Topic: The Investment Management Industry
Following a central-bank quantitative easing programme, an analyst reduces the equity discount rate used in a DCF model from 9% to 7%.
Exhibit:
Based on these assumptions, which statement is correct?
Best answer: C
What this tests: The Investment Management Industry
Explanation: QE can lower required returns and discount rates, which increases present values. The effect is stronger for longer-dated cash flows, so the 5-year share benefits much more than the 1-year share, with an increase of about £6.3 versus about £1.7.
The core concept is that policy easing such as QE can reduce discount rates, and lower discount rates disproportionately support assets with longer-duration cash flows. Using \(PV=\frac{CF}{(1+r)^n}\):
$$ \begin{aligned} PV_V(9%) &= 100/1.09 = 91.74 \ PV_V(7%) &= 100/1.07 = 93.46 \ \Delta V &= 1.72 \ PV_G(9%) &= 100/1.09^5 = 64.99 \ PV_G(7%) &= 100/1.07^5 = 71.30 \ \Delta G &= 6.31 \end{aligned} $$
So the 5-year share gains about £6.3, which is much larger than the 1-year share’s gain of about £1.7. The closest trap is to recognise the right mechanism but assign the larger benefit to the near-term cash flow.
The lower discount rate increases the present value of the 5-year cash flow far more than the 1-year cash flow.

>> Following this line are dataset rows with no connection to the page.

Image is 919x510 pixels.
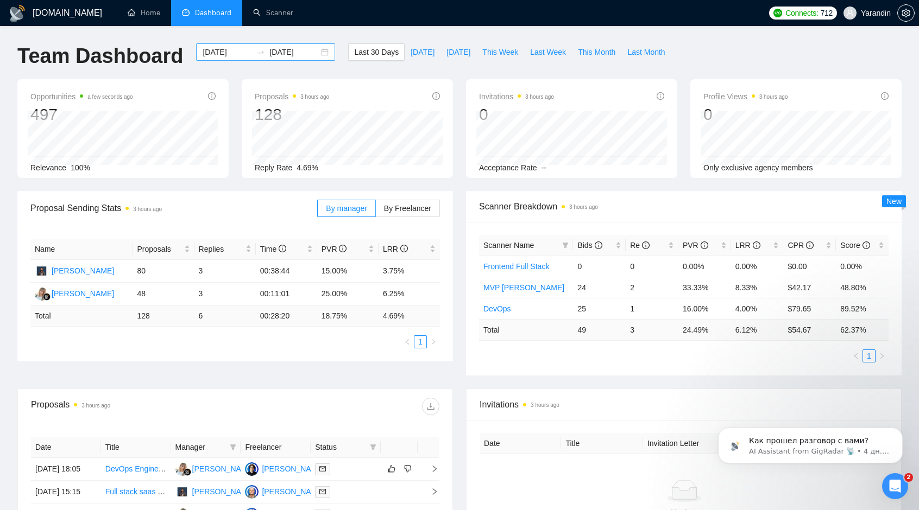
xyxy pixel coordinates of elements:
[133,206,162,212] time: 3 hours ago
[245,463,258,476] img: MS
[531,402,559,408] time: 3 hours ago
[388,465,395,474] span: like
[573,256,626,277] td: 0
[863,350,875,362] a: 1
[269,46,319,58] input: End date
[260,245,286,254] span: Time
[479,104,554,125] div: 0
[401,463,414,476] button: dislike
[105,488,191,496] a: Full stack saas developer
[31,458,101,481] td: [DATE] 18:05
[875,350,888,363] button: right
[882,474,908,500] iframe: Intercom live chat
[253,8,293,17] a: searchScanner
[562,242,569,249] span: filter
[317,283,378,306] td: 25.00%
[897,9,914,17] a: setting
[578,46,615,58] span: This Month
[541,163,546,172] span: --
[678,256,731,277] td: 0.00%
[279,245,286,253] span: info-circle
[432,92,440,100] span: info-circle
[368,439,378,456] span: filter
[199,243,243,255] span: Replies
[783,298,836,319] td: $79.65
[853,353,859,359] span: left
[133,260,194,283] td: 80
[897,4,914,22] button: setting
[703,104,788,125] div: 0
[128,8,160,17] a: homeHome
[783,277,836,298] td: $42.17
[836,256,888,277] td: 0.00%
[31,481,101,504] td: [DATE] 15:15
[731,319,784,340] td: 6.12 %
[175,441,226,453] span: Manager
[683,241,708,250] span: PVR
[840,241,869,250] span: Score
[404,339,411,345] span: left
[71,163,90,172] span: 100%
[524,43,572,61] button: Last Week
[256,306,317,327] td: 00:28:20
[52,265,114,277] div: [PERSON_NAME]
[9,5,26,22] img: logo
[30,163,66,172] span: Relevance
[296,163,318,172] span: 4.69%
[700,242,708,249] span: info-circle
[731,256,784,277] td: 0.00%
[787,241,813,250] span: CPR
[175,464,255,473] a: AK[PERSON_NAME]
[483,262,549,271] a: Frontend Full Stack
[414,336,427,349] li: 1
[626,319,678,340] td: 3
[133,306,194,327] td: 128
[17,43,183,69] h1: Team Dashboard
[101,458,171,481] td: DevOps Engineer AWS-based infrastructure
[479,90,554,103] span: Invitations
[569,204,598,210] time: 3 hours ago
[904,474,913,482] span: 2
[678,298,731,319] td: 16.00%
[400,245,408,253] span: info-circle
[30,201,317,215] span: Proposal Sending Stats
[175,487,255,496] a: DS[PERSON_NAME]
[194,239,256,260] th: Replies
[133,283,194,306] td: 48
[171,437,241,458] th: Manager
[731,298,784,319] td: 4.00%
[31,437,101,458] th: Date
[414,336,426,348] a: 1
[255,163,292,172] span: Reply Rate
[378,283,440,306] td: 6.25%
[317,306,378,327] td: 18.75 %
[384,204,431,213] span: By Freelancer
[483,283,564,292] a: MVP [PERSON_NAME]
[348,43,405,61] button: Last 30 Days
[300,94,329,100] time: 3 hours ago
[482,46,518,58] span: This Week
[245,485,258,499] img: AY
[657,92,664,100] span: info-circle
[626,256,678,277] td: 0
[862,242,870,249] span: info-circle
[35,287,48,301] img: AK
[30,104,133,125] div: 497
[630,241,649,250] span: Re
[773,9,782,17] img: upwork-logo.png
[483,305,511,313] a: DevOps
[483,241,534,250] span: Scanner Name
[621,43,671,61] button: Last Month
[846,9,854,17] span: user
[411,46,434,58] span: [DATE]
[820,7,832,19] span: 712
[319,466,326,472] span: mail
[404,465,412,474] span: dislike
[101,437,171,458] th: Title
[326,204,367,213] span: By manager
[735,241,760,250] span: LRR
[759,94,788,100] time: 3 hours ago
[35,289,114,298] a: AK[PERSON_NAME]
[35,264,48,278] img: DS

Topic: The Investment Management Industry
A diversified multi-asset portfolio has shown only weak sensitivity to its stated global equity benchmark. The manager finds that most of its return variation over the year came from changes in real interest rates, credit spreads and energy prices. Which framework is likely to be more useful at a high level for explaining this pattern?
Best answer: A
What this tests: The Investment Management Industry
Explanation: APT is more useful when returns are being driven by several common risk factors. CAPM is a single-factor framework centred on market beta, so it is less suitable when real rates, credit spreads and energy prices are all materially influencing performance.
The key distinction is that CAPM explains expected return using one main source of systematic risk: beta relative to the market portfolio. APT is a multi-factor framework, so it is more suitable when returns are better explained by exposure to several pervasive influences.
In the scenario, the portfolio has only weak sensitivity to its equity benchmark, while return variation is mainly associated with real interest rates, credit spreads and energy prices. That points to multiple systematic factor exposures rather than one dominant market-beta relationship. APT is therefore the more useful high-level framework for explaining the return pattern.
The closest trap is the diversification argument: diversification reduces idiosyncratic risk, but it does not mean a single-factor model must be sufficient.
APT is better here because the return pattern is linked to several macro risk factors, not mainly to a single market beta.